AMY GOODMAN: The United Nations formally recognized climate migration for the first time this week, with more than 160 nations agreeing to the United Nations Global Compact for Safe, Orderly and Regular Migration at a meeting in Marrakech, Morocco. The compact asks nations to, quote, “provide basic services for migrants, whether they enter a country legally or illegally,” and “facilitate access to procedures for family reunification for migrants at all skill levels” and “establish mechanisms for the portability of social security entitlements,” unquote. The United States did not sign on to the agreement. In a statement, the U.S. State Department said, “The United States proclaims and reaffirms its belief that decisions about how to secure its borders, and whom to admit for legal residency or to grant citizenship, are among the most important sovereign decisions a State can make, and are not subject to negotiation.” Maya, your thoughts?

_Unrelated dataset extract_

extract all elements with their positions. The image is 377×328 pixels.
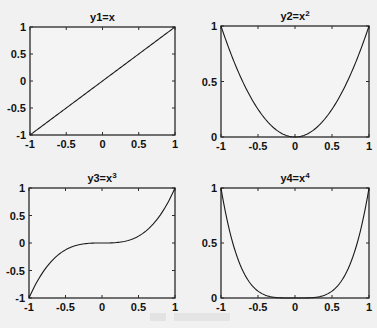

MAYA MENEZES: I think something that really bothers me about all of this language is, when countries—and, of course, the context for me being Canada—when countries like us sign on to these agreements, I think that’s fantastic in a lot of different ways, but also we have domestic policies that completely fly in the face of it. In Canada, for example, with the Safe Third Country Agreement, we know that people who are applying for asylum in the migrant caravan, many of whom have come from Central and South America, are on the move not because of tsunamis, but because of war and destabilization. We know that Canada supported the coup in Honduras in 2009 in order to continue Canadian mining practices and to expand their reach. We know that the many Hondurans that are in the migrant caravan, who have applied for asylum in the United States, are not going to be able to apply for asylum in Canada because of the Safe Third Country Agreement. This is war and mining profiteering that Canada is championing in Central and South America. And then, of course, when these people are on the move because of political destabilization, we deny them at the border. And this is a climate issue. And it’s not taken up in these documents the way that it should be, and it’s not taken up by the Canadian government the way they need to be accountable for it.
AMY GOODMAN: Well, I want to thank you so much for being with us, Maya Menezes, Canadian climate activist, member of the Canadian Youth Delegation here at the U.N. climate talks, senior manager of development at climate justice organization The Leap, also a migrant rights organizer with No One Is Illegal.